Let $R$ be a finite commutative ring and $C$ be a linear code of length $n$ over $R$, i.e., an $R$-submodule of $R^n$. We define $C^{\perp}$ by
$C^\perp=\{v\in R^n~|~[v,w]=0~~\text{for all}~w\in C\}$
where $[v,w]=\sum_{i=1}^nv_iw_i\in R$ is the Euclidean inner product. I read in "Algebraic Coding Theory Over Finite Commutative Rings"(Steven T.Dougherty) that $(C^\perp)^\perp=C$ for any finite commutative ring $R$ and any linear code $C$ over $R$. Clearly it follows that $(C^\perp)^\perp\supseteq C$. But I cannot show the converse inclusion. Could you tell me the proof? If the author gets wrong and such property does not hold in general, I would like to know a counterexample.
I have already known that this property holds for any finite quasi-Frobenius ring $R$ and any submodule $C\subseteq R^n$. See, for example, [J.A. Wood. Duality for Modules over Finite Rings and Applications to Coding Theory]. But I do not know whether this property holds for any finite commutative ring $R$ and any linear code $C$ over $R$.
You're right. It's not true, for example, using the ring $R=F_2[x,y]/(x^2,xy,y^2)$, which is not quasi-Frobenius.
If you take $C=(x)\subseteq R^1$, then $C^\perp=(x,y)$ and $C^{\perp\perp}=(x,y)$. A ring which is quasi-Frobenius cannot suffer this problem.
You could make an example for any length $n$ over $R$ by using $(x)\times\{0\}\times\ldots\times\{0\}$ with the same effect. The perp should be $(x,y)\times R\times\ldots\times R$, and the perp of that certainly contains $(x,y)\times\{0\}\times\ldots\times\{0\}$.
You could also try $C=\oplus_{i=1}^n(x)$, but I'm not sure how to compute the results. $C^\perp$ certainly at least contains $\oplus_{i=1}^n(x,y)$, but it also contains things like even weight vectors having $1$'s and $0$'s only. If you have a computer algebra system, you might check $(x)\times (x)$ to see what the perp and double-perp are.
One possibility is that the author actually only intended to talk about proper quotients of $\mathbb Z$, all of which are quasi-Frobenius.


Repeat the lines from the one containing "Focus on *window*." through the last line of the data, exactly, pictures omitted.

▼

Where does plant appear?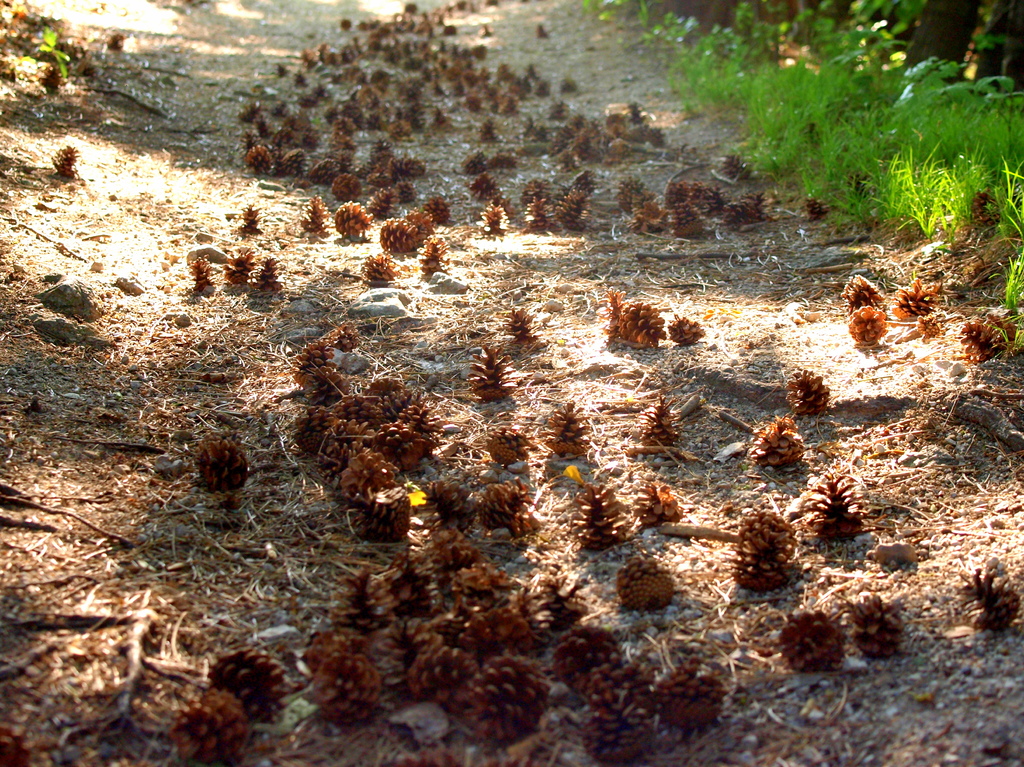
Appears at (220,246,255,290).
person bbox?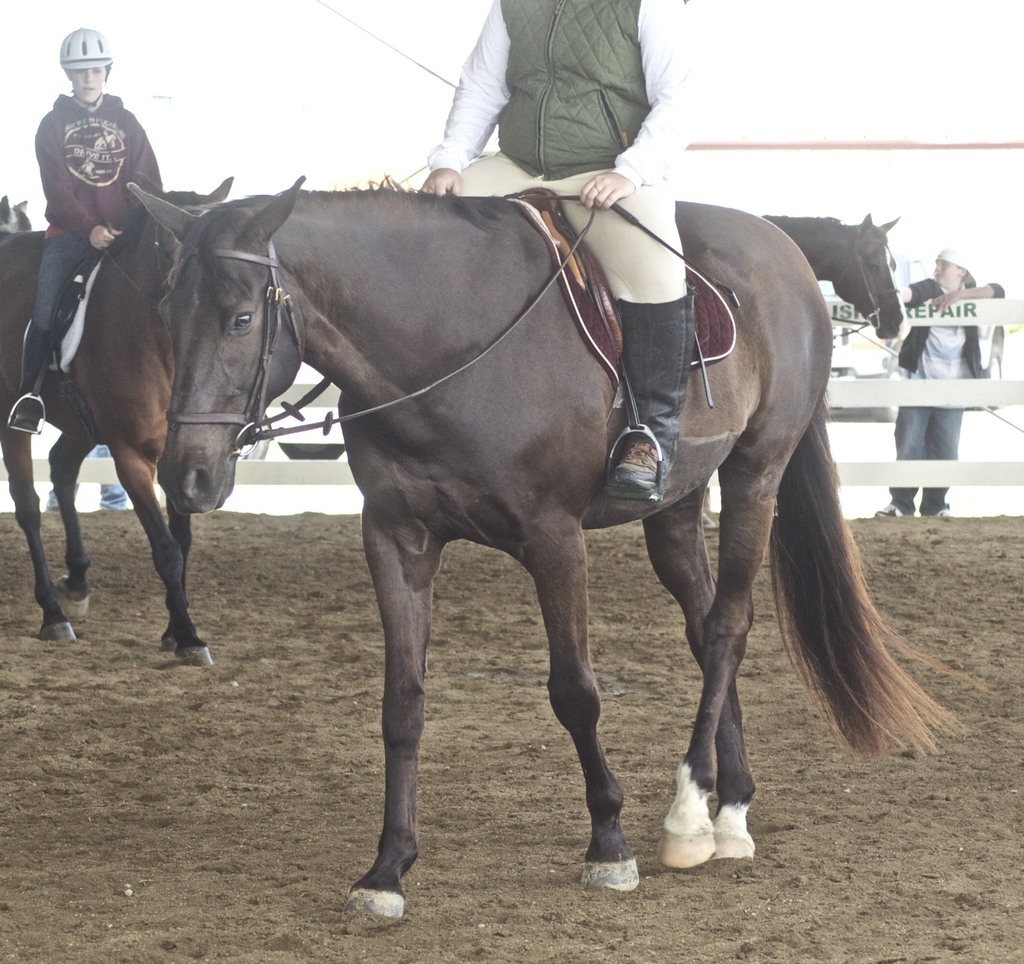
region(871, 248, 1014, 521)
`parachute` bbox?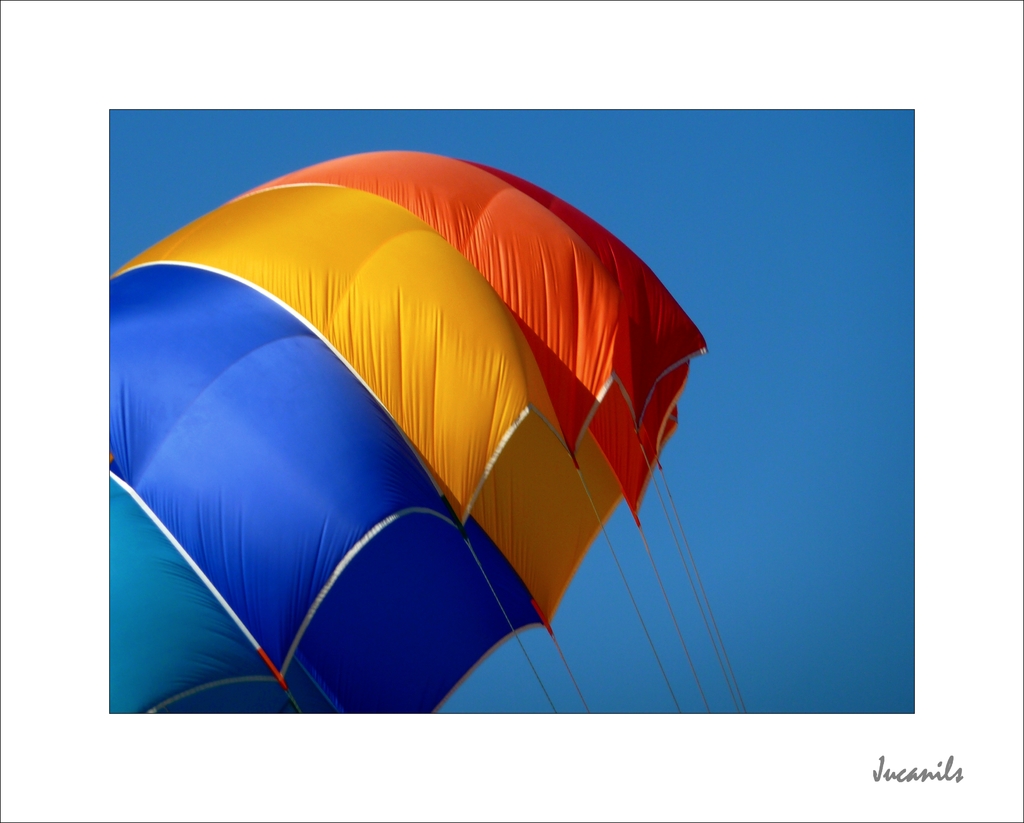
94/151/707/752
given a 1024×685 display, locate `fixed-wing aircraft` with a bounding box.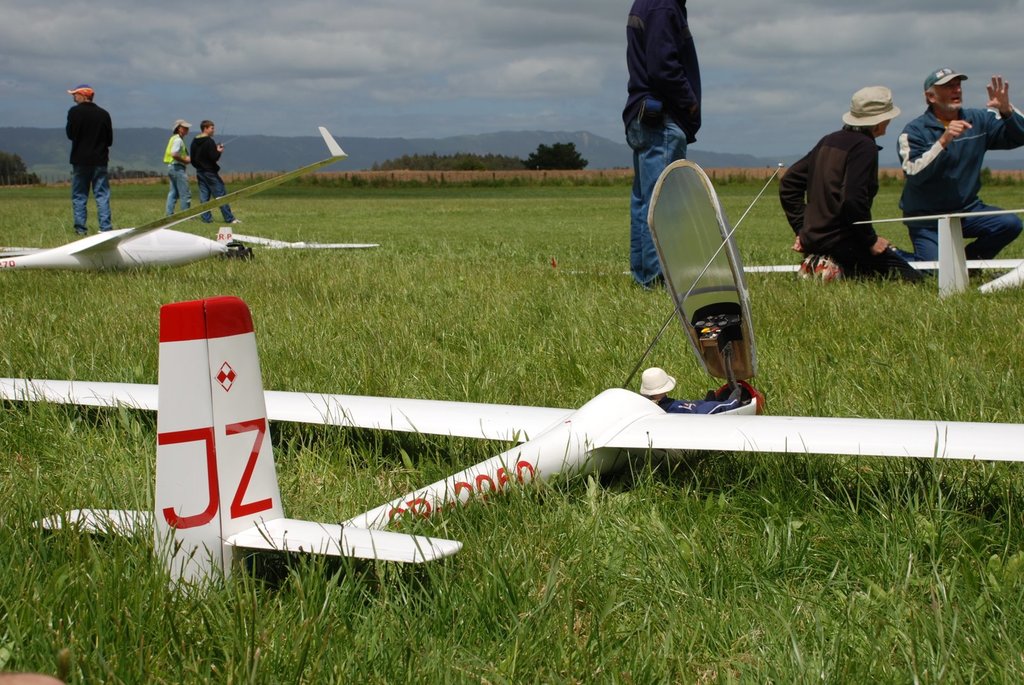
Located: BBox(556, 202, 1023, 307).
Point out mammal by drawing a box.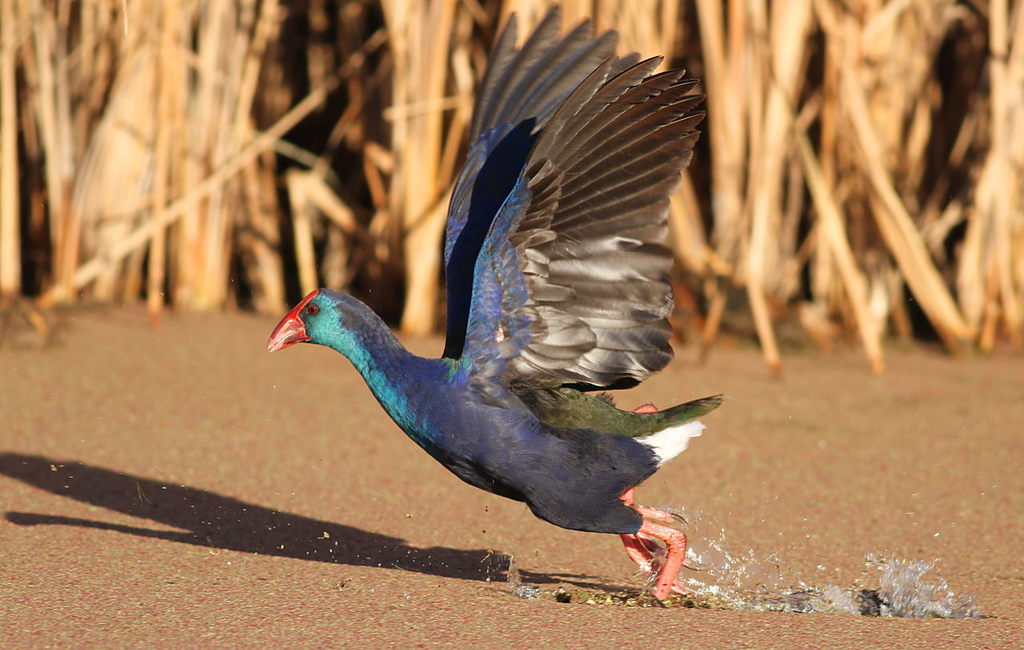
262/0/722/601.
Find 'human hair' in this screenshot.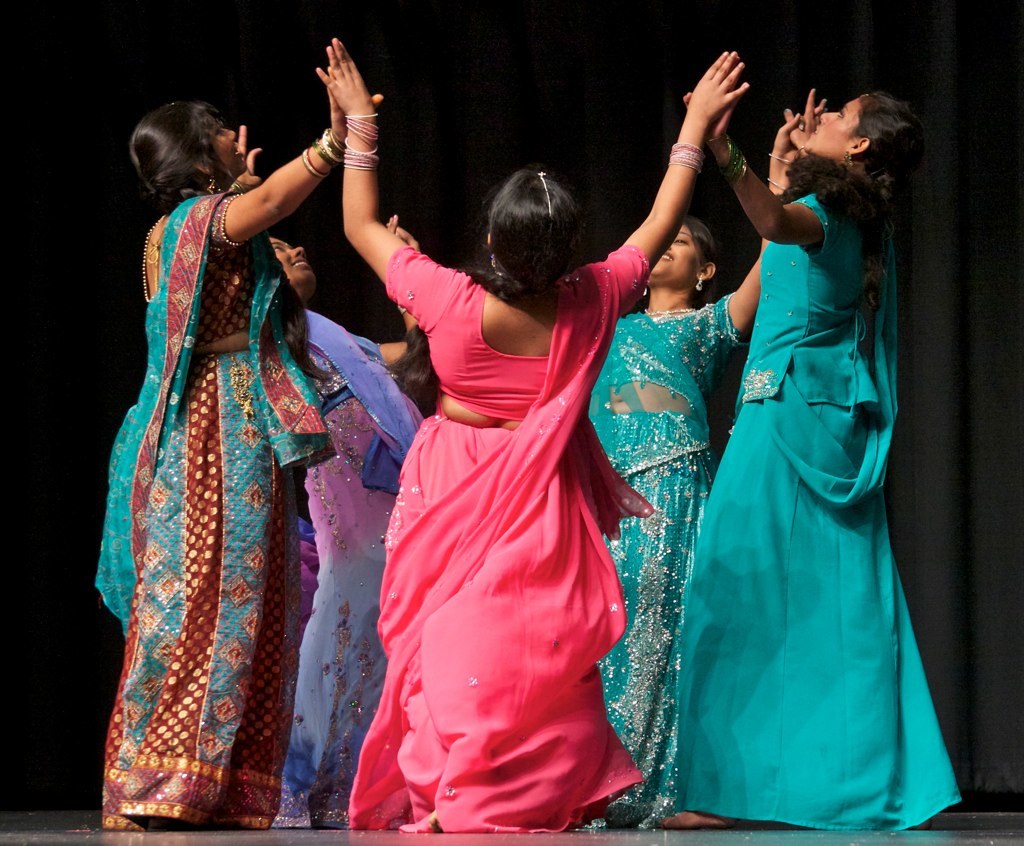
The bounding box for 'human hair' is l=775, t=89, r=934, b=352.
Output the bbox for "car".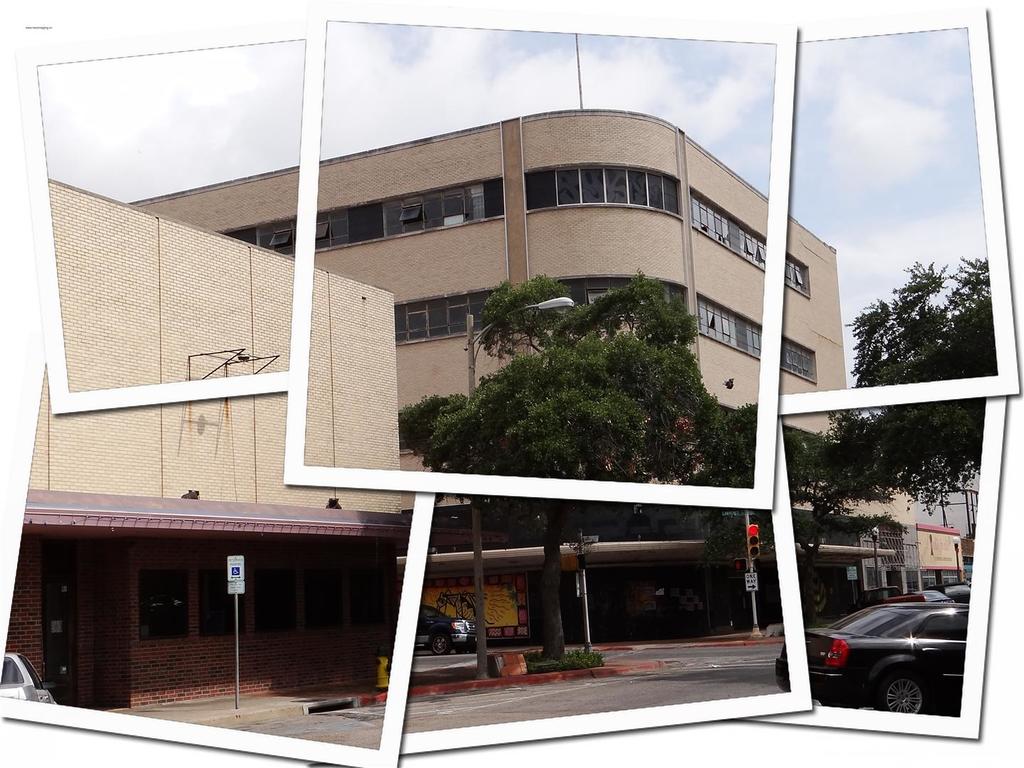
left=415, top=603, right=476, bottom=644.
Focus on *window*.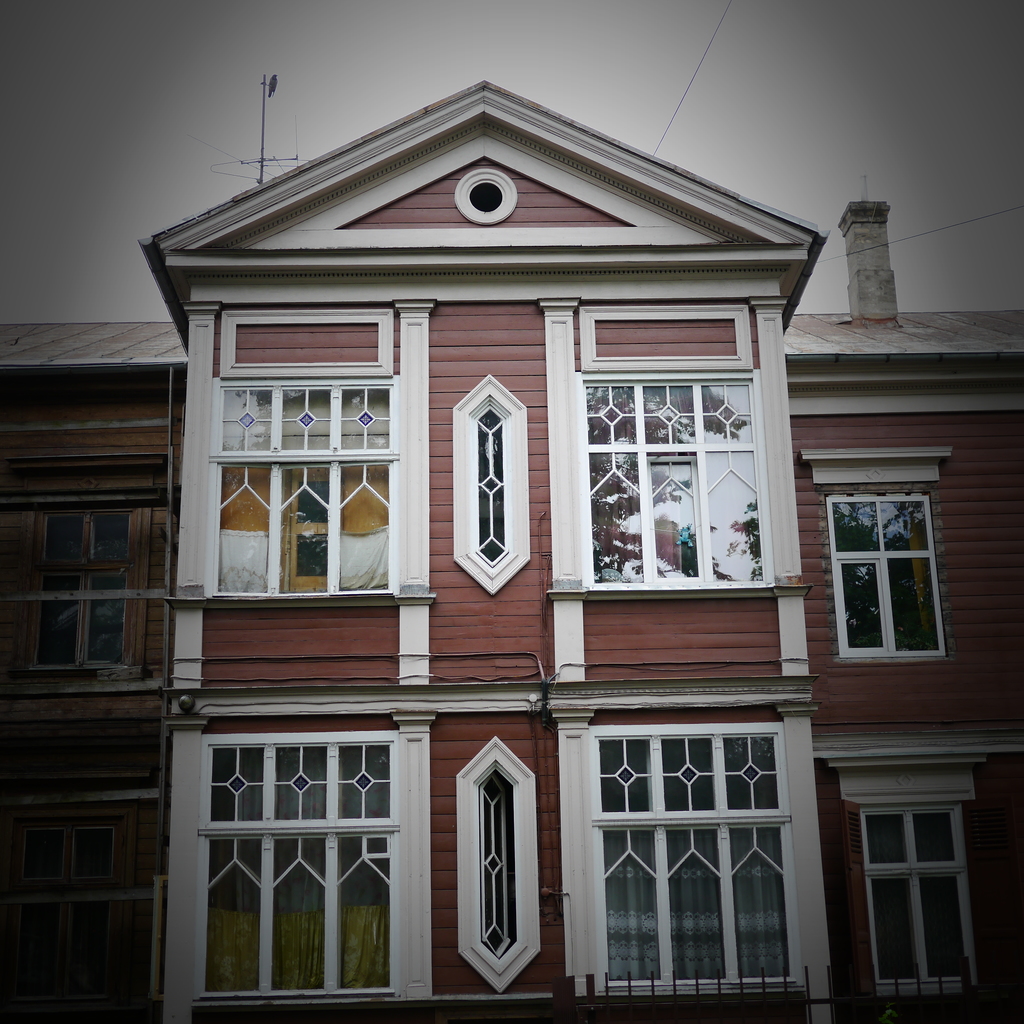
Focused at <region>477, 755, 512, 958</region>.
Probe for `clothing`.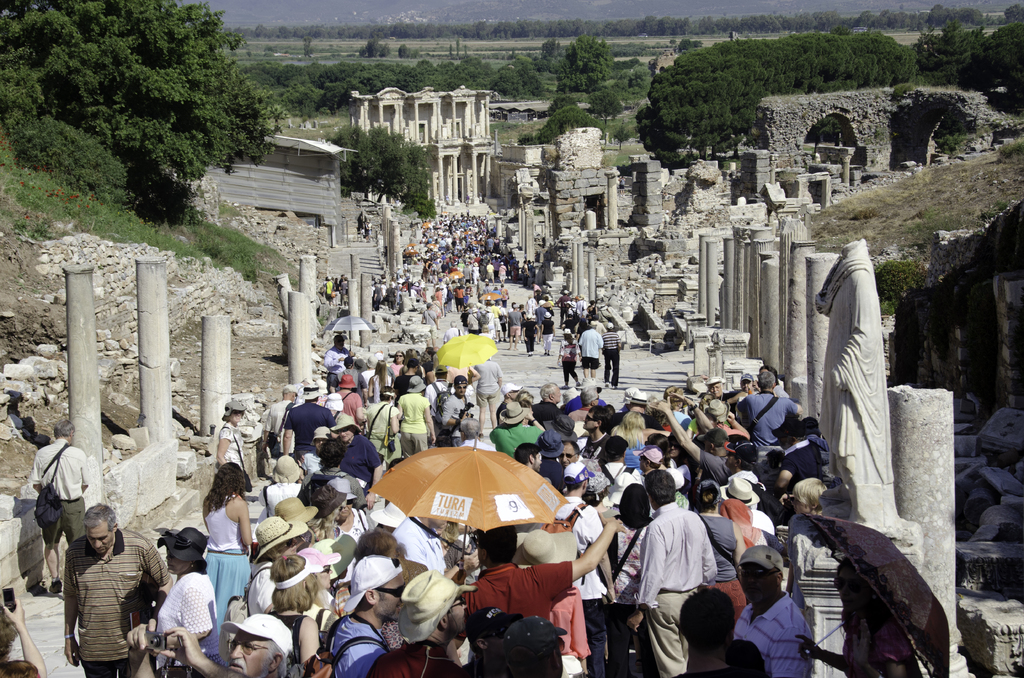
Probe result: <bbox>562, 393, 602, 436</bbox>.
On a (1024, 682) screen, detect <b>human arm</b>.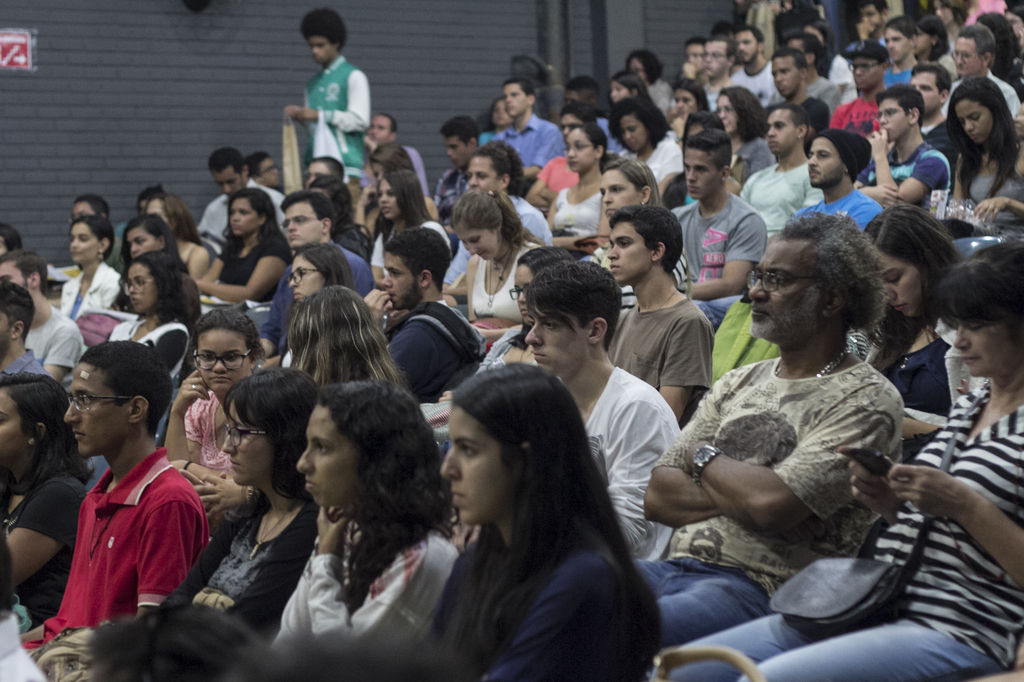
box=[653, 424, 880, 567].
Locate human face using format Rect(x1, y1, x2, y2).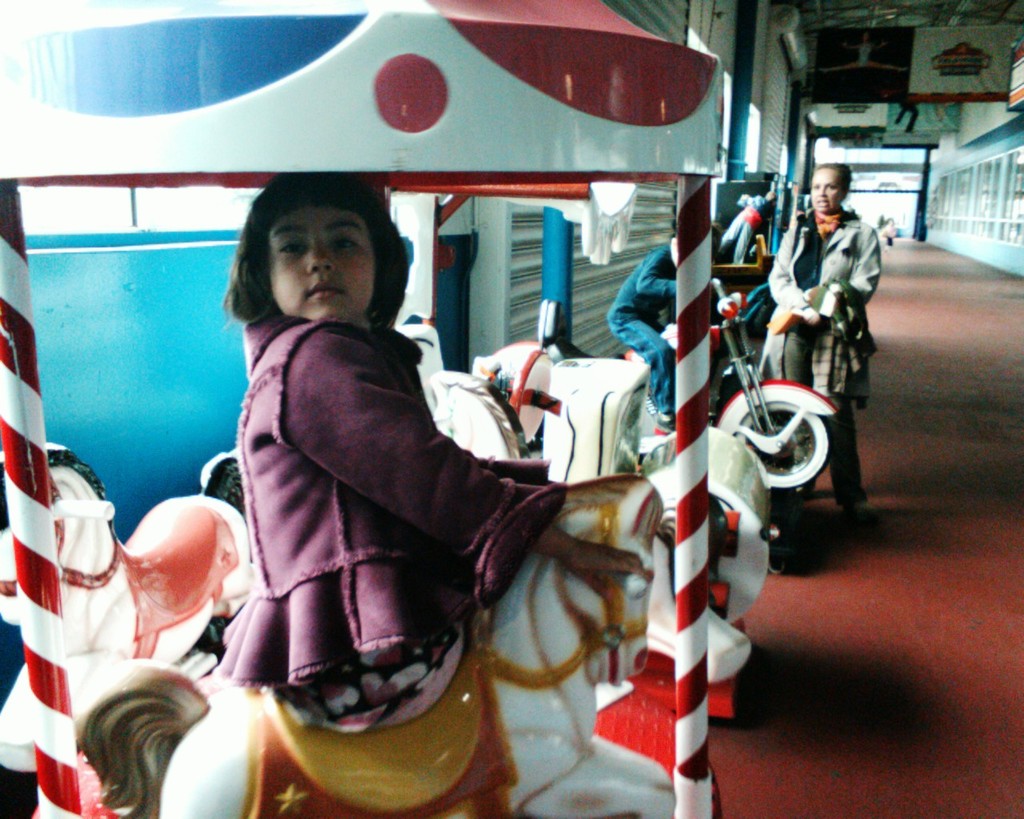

▲

● **TASK ANSWER**
Focus on *window*.
Focused at <region>477, 755, 512, 958</region>.
Probe for `clothing`.
Probe result: <bbox>562, 393, 602, 436</bbox>.
On a (1024, 682) screen, detect <b>human arm</b>.
box=[653, 424, 880, 567].
Locate human face using format Rect(x1, y1, x2, y2).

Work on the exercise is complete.